If you’re struggling to find testable slices, try story mapping or Gojko’s Hamburger method.[8]
Our example: Can we test any of these ideas without implementing a feature in software? For example, can we offer hassle free returns simply by adding a note on the site or in every order saying if you need to do a return call support? This is an experiment – if no one uses the offering maybe it’s not valued.
“Offer similar books” requires a lot of work as we require some algorithm to guess which books are similar. Is there a simple version of this feature that we could try to start? Maybe we could look at our ten bestsellers, manually find books that are close to them, then when a top seller is purchased, offer the companion book. This experiment still requires software development work, however the cost has been reduced from several Sprints of work for one team, to a version that could be built in one Sprint.
Fit the Measures to the Impact Map
Risks
It’s important to make sure that the Impact Map itself doesn’t becomes the target, where we might risk missing things that matter but that are outside the picture.
Typical challenges and mistakes
- Too many people involved in creating the map – too large a group will reduce the diversity of the opinions and ideas shared, as the quieter people are drowned out
- Wrong people (e.g. no decision makers, no technical people)
- Projector or one person doing the drawing. Impact Mapping is a collaborative technique. If you meet in person, consider using sticky notes or index cards and move items around on a table. In a virtual context, consider an electronic whiteboarding tool that invites contributions from everyone versus a tool that only one person can update.
- Early criticism (we want more ideas while still in the divergent phase[9] , not an attempt to prune)
- Leaders with outsized influence (leaders should always speak last)
- Reverse engineering of the entire shopping list. Your existing list of preferred Deliverables may not map well to Actors/Impacts.

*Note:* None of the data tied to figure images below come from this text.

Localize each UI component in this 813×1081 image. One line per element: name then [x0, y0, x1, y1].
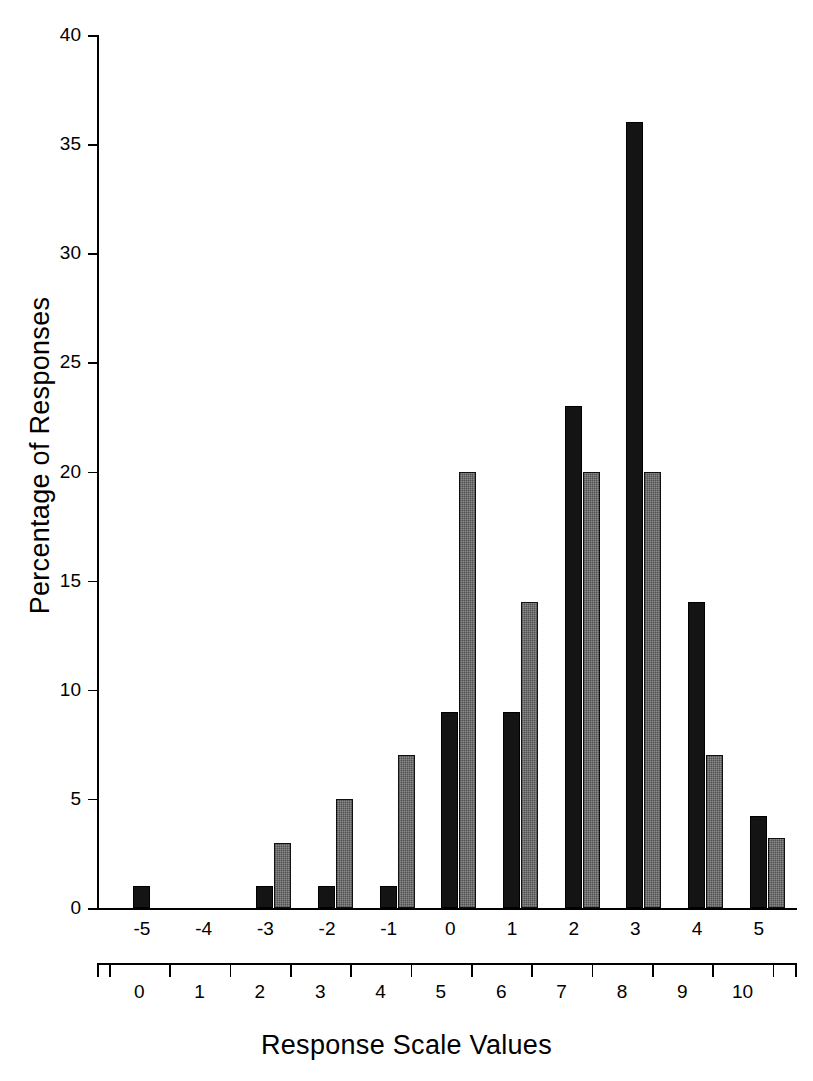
- bar: [380, 886, 397, 908]
- x-axis-line: [97, 908, 797, 910]
- bar: [688, 602, 705, 908]
- x-tick-label: -5: [122, 918, 162, 940]
- bar: [521, 602, 538, 908]
- secondary-tick-end: [795, 963, 797, 977]
- y-tick-label: 25: [60, 351, 81, 373]
- x-tick-label: 5: [739, 918, 779, 940]
- secondary-tick: [230, 963, 232, 977]
- secondary-axis-line: [97, 963, 797, 965]
- bar: [503, 712, 520, 908]
- secondary-scale-label: 5: [421, 981, 461, 1003]
- y-tick: 20: [88, 472, 97, 474]
- y-tick: 40: [88, 35, 97, 37]
- y-axis-line: [97, 35, 99, 908]
- y-tick-label: 40: [60, 24, 81, 46]
- secondary-scale-label: 9: [662, 981, 702, 1003]
- bar: [133, 886, 150, 908]
- bar: [768, 838, 785, 908]
- secondary-tick: [592, 963, 594, 977]
- secondary-scale-axis: 012345678910: [97, 963, 797, 964]
- bar: [274, 843, 291, 908]
- secondary-tick: [169, 963, 171, 977]
- bar: [626, 122, 643, 908]
- y-tick: 25: [88, 362, 97, 364]
- secondary-scale-label: 10: [723, 981, 763, 1003]
- y-tick: 15: [88, 581, 97, 583]
- secondary-tick: [411, 963, 413, 977]
- y-tick-label: 20: [60, 461, 81, 483]
- secondary-tick: [652, 963, 654, 977]
- x-tick-label: 2: [554, 918, 594, 940]
- secondary-tick: [109, 963, 111, 977]
- y-tick: 35: [88, 144, 97, 146]
- y-tick: 5: [88, 799, 97, 801]
- y-axis-title: Percentage of Responses: [25, 176, 56, 736]
- x-tick-label: 4: [677, 918, 717, 940]
- y-tick-label: 0: [70, 897, 81, 919]
- secondary-scale-label: 8: [602, 981, 642, 1003]
- bar: [583, 472, 600, 909]
- y-tick: 30: [88, 253, 97, 255]
- secondary-tick: [531, 963, 533, 977]
- x-axis-title: Response Scale Values: [0, 1030, 813, 1061]
- secondary-scale-label: 0: [119, 981, 159, 1003]
- y-tick: 10: [88, 690, 97, 692]
- secondary-tick: [471, 963, 473, 977]
- secondary-tick: [773, 963, 775, 977]
- bar: [644, 472, 661, 909]
- chart-figure: Percentage of Responses 0510152025303540…: [0, 0, 813, 1081]
- bar: [318, 886, 335, 908]
- y-tick-label: 30: [60, 242, 81, 264]
- bar: [459, 472, 476, 909]
- secondary-scale-label: 4: [361, 981, 401, 1003]
- bar: [398, 755, 415, 908]
- secondary-scale-label: 2: [240, 981, 280, 1003]
- secondary-scale-label: 6: [481, 981, 521, 1003]
- bar: [565, 406, 582, 908]
- x-tick-label: 0: [430, 918, 470, 940]
- secondary-scale-label: 1: [180, 981, 220, 1003]
- plot-area: 0510152025303540 -5-4-3-2-1012345: [97, 35, 797, 908]
- y-tick-label: 35: [60, 133, 81, 155]
- bar: [750, 816, 767, 908]
- secondary-scale-label: 7: [542, 981, 582, 1003]
- secondary-tick: [350, 963, 352, 977]
- secondary-tick: [712, 963, 714, 977]
- secondary-tick-start: [97, 963, 99, 977]
- bar: [256, 886, 273, 908]
- bar: [441, 712, 458, 908]
- bar: [706, 755, 723, 908]
- y-tick-label: 5: [70, 788, 81, 810]
- x-tick-label: -2: [307, 918, 347, 940]
- y-tick: 0: [88, 908, 97, 910]
- x-tick-label: 3: [615, 918, 655, 940]
- x-tick-label: -3: [245, 918, 285, 940]
- x-tick-label: -4: [184, 918, 224, 940]
- bar: [336, 799, 353, 908]
- secondary-tick: [290, 963, 292, 977]
- y-tick-label: 15: [60, 570, 81, 592]
- secondary-scale-label: 3: [300, 981, 340, 1003]
- x-tick-label: 1: [492, 918, 532, 940]
- x-tick-label: -1: [369, 918, 409, 940]
- y-tick-label: 10: [60, 679, 81, 701]
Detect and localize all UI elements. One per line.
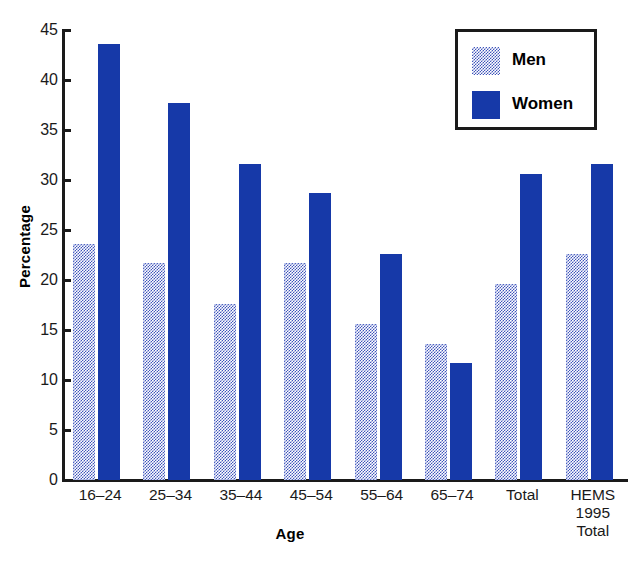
x-axis-tick-label: Total	[485, 486, 559, 504]
bar-group	[347, 30, 417, 480]
x-axis-tick-label-line: Total	[485, 486, 559, 504]
x-axis-tick-label-line: 35–44	[204, 486, 278, 504]
x-axis-tick-label: 55–64	[345, 486, 419, 504]
y-axis-tick-label: 40	[22, 72, 58, 88]
bar-chart: Percentage 051015202530354045 16–2425–34…	[0, 0, 635, 563]
y-axis-tick-mark	[62, 329, 71, 332]
x-axis-tick-label: 65–74	[415, 486, 489, 504]
bar-men	[566, 254, 588, 480]
y-axis-tick-mark	[62, 79, 71, 82]
bar-group	[276, 30, 346, 480]
x-axis-tick-label-line: 45–54	[274, 486, 348, 504]
x-axis-tick-label-line: 55–64	[345, 486, 419, 504]
legend: Men Women	[455, 29, 597, 130]
y-axis-tick-mark	[62, 129, 71, 132]
x-axis-tick-label-line: 25–34	[134, 486, 208, 504]
x-axis-tick-label: 45–54	[274, 486, 348, 504]
bar-men	[143, 263, 165, 480]
x-axis-tick-labels: 16–2425–3435–4445–5455–6465–74TotalHEMS1…	[65, 486, 628, 561]
bar-women	[450, 363, 472, 480]
y-axis-tick-label: 15	[22, 322, 58, 338]
x-axis-title: Age	[0, 525, 580, 542]
bar-group	[206, 30, 276, 480]
y-axis-tick-mark	[62, 279, 71, 282]
y-axis-tick-label: 20	[22, 272, 58, 288]
y-axis-tick-mark	[62, 29, 71, 32]
x-axis-tick-label-line: 65–74	[415, 486, 489, 504]
y-axis-tick-label: 0	[22, 472, 58, 488]
bar-women	[168, 103, 190, 480]
x-axis-tick-label-line: 1995	[556, 504, 630, 522]
bar-women	[591, 164, 613, 480]
x-axis-tick-label-line: HEMS	[556, 486, 630, 504]
y-axis-tick-mark	[62, 429, 71, 432]
y-axis-tick-labels: 051015202530354045	[22, 0, 58, 563]
bar-women	[239, 164, 261, 480]
bar-group	[135, 30, 205, 480]
bar-men	[355, 324, 377, 480]
x-axis-tick-label: 25–34	[134, 486, 208, 504]
bar-men	[495, 284, 517, 480]
bar-women	[380, 254, 402, 480]
bar-women	[98, 44, 120, 480]
x-axis-tick-label: 35–44	[204, 486, 278, 504]
y-axis-tick-mark	[62, 229, 71, 232]
bar-men	[73, 244, 95, 480]
y-axis-tick-label: 25	[22, 222, 58, 238]
bar-women	[520, 174, 542, 480]
bar-men	[214, 304, 236, 480]
y-axis-tick-mark	[62, 179, 71, 182]
y-axis-tick-label: 30	[22, 172, 58, 188]
x-axis-tick-label: 16–24	[63, 486, 137, 504]
y-axis-tick-label: 10	[22, 372, 58, 388]
legend-swatch-men-icon	[472, 47, 500, 75]
bar-group	[65, 30, 135, 480]
y-axis-tick-label: 45	[22, 22, 58, 38]
bar-men	[425, 344, 447, 480]
bar-women	[309, 193, 331, 480]
legend-label-men: Men	[512, 50, 546, 70]
y-axis-tick-label: 35	[22, 122, 58, 138]
legend-swatch-women-icon	[472, 91, 500, 119]
x-axis-tick-label-line: 16–24	[63, 486, 137, 504]
y-axis-tick-mark	[62, 379, 71, 382]
y-axis-tick-label: 5	[22, 422, 58, 438]
legend-label-women: Women	[512, 94, 573, 114]
bar-men	[284, 263, 306, 480]
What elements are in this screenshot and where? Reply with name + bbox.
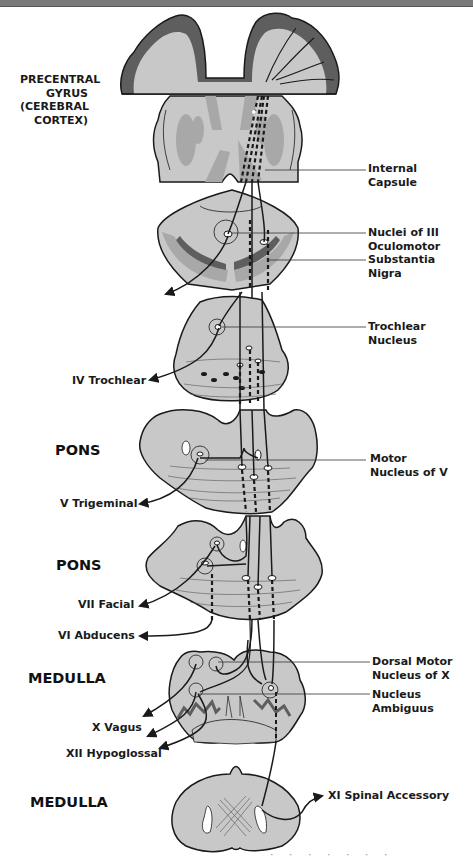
label-line: GYRUS <box>20 87 88 101</box>
label-iv-trochlear: IV Trochlear <box>72 374 146 388</box>
label-line: Nucleus of V <box>370 466 448 480</box>
label-pons-lower: PONS <box>56 557 102 573</box>
label-line: Ambiguus <box>372 702 434 716</box>
label-vi-abducens: VI Abducens <box>58 629 135 643</box>
cropped-caption-fragment: · · · · · · · <box>270 848 470 863</box>
label-nucleus-ambiguus: Nucleus Ambiguus <box>372 688 434 715</box>
label-line: (CEREBRAL <box>20 100 88 114</box>
label-line: Nuclei of III <box>368 226 440 240</box>
label-pons-upper: PONS <box>55 442 101 458</box>
label-line: Capsule <box>368 176 417 190</box>
label-xi-spinal-accessory: XI Spinal Accessory <box>328 789 449 803</box>
label-line: Nucleus <box>368 334 426 348</box>
label-substantia-nigra: Substantia Nigra <box>368 253 435 280</box>
label-v-trigeminal: V Trigeminal <box>60 497 137 511</box>
label-trochlear-nucleus: Trochlear Nucleus <box>368 320 426 347</box>
label-medulla-upper: MEDULLA <box>28 670 106 686</box>
label-line: Nucleus <box>372 688 434 702</box>
label-medulla-lower: MEDULLA <box>30 794 108 810</box>
corticobulbar-diagram <box>0 0 473 863</box>
label-nuclei-iii-oculomotor: Nuclei of III Oculomotor <box>368 226 440 253</box>
pons-lower-section <box>140 516 322 636</box>
label-line: Nigra <box>368 267 435 281</box>
pons-upper-section <box>140 410 318 514</box>
trochlear-level-section <box>150 292 288 410</box>
label-line: PRECENTRAL <box>20 73 88 87</box>
label-line: Trochlear <box>368 320 426 334</box>
label-line: Oculomotor <box>368 240 440 254</box>
medulla-lower-section <box>172 742 322 852</box>
label-line: Motor <box>370 452 448 466</box>
cerebral-cortex-section <box>121 13 339 94</box>
label-line: CORTEX) <box>20 114 88 128</box>
label-line: Dorsal Motor <box>372 655 452 669</box>
label-internal-capsule: Internal Capsule <box>368 162 417 189</box>
midbrain-section <box>158 182 299 300</box>
internal-capsule-section <box>154 96 303 182</box>
label-x-vagus: X Vagus <box>92 721 142 735</box>
label-line: Substantia <box>368 253 435 267</box>
label-precentral-gyrus: PRECENTRAL GYRUS (CEREBRAL CORTEX) <box>20 73 88 127</box>
label-vii-facial: VII Facial <box>78 598 134 612</box>
label-xii-hypoglossal: XII Hypoglossal <box>66 747 162 761</box>
label-dorsal-motor-nucleus-x: Dorsal Motor Nucleus of X <box>372 655 452 682</box>
label-motor-nucleus-v: Motor Nucleus of V <box>370 452 448 479</box>
label-line: Internal <box>368 162 417 176</box>
label-line: Nucleus of X <box>372 669 452 683</box>
medulla-upper-section <box>144 620 305 748</box>
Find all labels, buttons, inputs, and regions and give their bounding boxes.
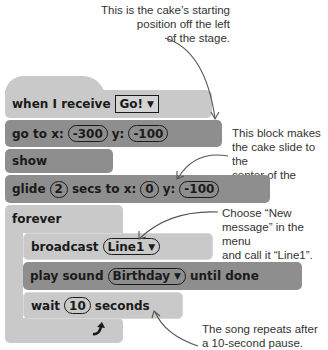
arrow-new-message (140, 212, 218, 238)
arrow-start-position (165, 38, 215, 118)
arrow-song-repeat (155, 312, 198, 346)
arrow-slide-center (178, 155, 228, 178)
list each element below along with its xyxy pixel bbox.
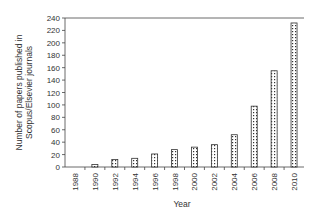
x-tick-label: 1998 [171, 172, 180, 190]
x-tick-label: 1996 [151, 172, 160, 190]
bars [92, 23, 297, 167]
y-axis: 020406080100120140160180200220240 [47, 14, 65, 172]
y-tick-label: 100 [47, 101, 61, 110]
y-tick-label: 80 [51, 113, 60, 122]
bar-1994 [132, 158, 138, 167]
x-tick-label: 1992 [111, 172, 120, 190]
y-tick-label: 200 [47, 39, 61, 48]
y-tick-label: 180 [47, 51, 61, 60]
bar-2008 [271, 71, 277, 167]
y-axis-title-line: Number of papers published in [14, 34, 24, 150]
x-tick-label: 2006 [250, 172, 259, 190]
bar-2002 [211, 145, 217, 167]
x-tick-label: 2002 [210, 172, 219, 190]
bar-2006 [251, 106, 257, 167]
y-tick-label: 220 [47, 26, 61, 35]
x-tick-label: 2004 [230, 172, 239, 190]
bar-1990 [92, 165, 98, 167]
x-tick-label: 1988 [71, 172, 80, 190]
bar-1998 [172, 150, 178, 167]
y-tick-label: 120 [47, 89, 61, 98]
x-tick-label: 1990 [91, 172, 100, 190]
x-axis-title: Year [173, 199, 190, 209]
bar-chart: 020406080100120140160180200220240 198819… [0, 0, 314, 216]
y-axis-title: Number of papers published inScopus/Else… [14, 34, 34, 150]
bar-1992 [112, 160, 118, 167]
y-tick-label: 40 [51, 138, 60, 147]
y-tick-label: 160 [47, 64, 61, 73]
y-tick-label: 0 [56, 163, 61, 172]
y-tick-label: 20 [51, 151, 60, 160]
bar-2000 [191, 147, 197, 167]
bar-2004 [231, 135, 237, 167]
x-tick-label: 2010 [290, 172, 299, 190]
y-tick-label: 240 [47, 14, 61, 23]
bar-2010 [291, 23, 297, 167]
x-axis: 1988199019921994199619982000200220042006… [71, 167, 299, 191]
y-axis-title-line: Scopus/Elsevier journals [24, 46, 34, 139]
x-tick-label: 1994 [131, 172, 140, 190]
x-tick-label: 2008 [270, 172, 279, 190]
y-tick-label: 140 [47, 76, 61, 85]
bar-1996 [152, 154, 158, 167]
plot-frame [65, 18, 304, 167]
x-tick-label: 2000 [190, 172, 199, 190]
y-tick-label: 60 [51, 126, 60, 135]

- Drilling down to detail too early
- Skipping levels in the Goal, Actor, Impact, Deliverable layout
- Building a map without metrics to guide
Impact Mapping and User Stories
Many Agile Teams use User Stories as dumping ground for ideas, such as when someone has a technical need or a pet feature that they would like to see delivered. They express the idea in the format “As a <role>, I want <to do> so that <value>” and dump it the Product Backlog. Impact Maps can be used to keep these User Stories honest. If the User Story doesn’t map to a branch of the Impact that we’re prioritizing, then it can be dumped.
Impact Mapping and Scrum
As we’ve seen, mapping is a strategic tool to help your team decide where to put its development efforts. Since Impact Mapping is about deciding what work to consider doing, with past clients I have used it prior to putting any effort into creating the Product Backlog, and I would even consider doing it before Story or Journey Mapping – both of which involve exploring the journey of a user through the system the team is building.
Summary
Impact Mapping ensures that when we discuss a piece of work, it always remains in context of our overall Goal, and it can also help us see that there are many paths to it.
Never implement the whole map – instead, run experiments to see which path will get you to the Goal the soonest/with the least amount of effort.
Finally, you can use Impact Maps for more than just product development work; they also help when undertaking organizational change.
Impact Mapping – Glossary and Additional References
Mark Levison has been helping Scrum teams and organizations with Agile, Scrum and Kanban style approaches since 2001. From certified scrum master training to custom Agile courses, he has helped well over 8,000 individuals, earning him respect and top rated reviews as one of the pioneers within the industry, as well as a raft of certifications from the ScrumAlliance. Mark has been a speaker at various Agile Conferences for more than 20 years, and is a published Scrum author with eBooks as well as articles on InfoQ.com, ScrumAlliance.org an AgileAlliance.org.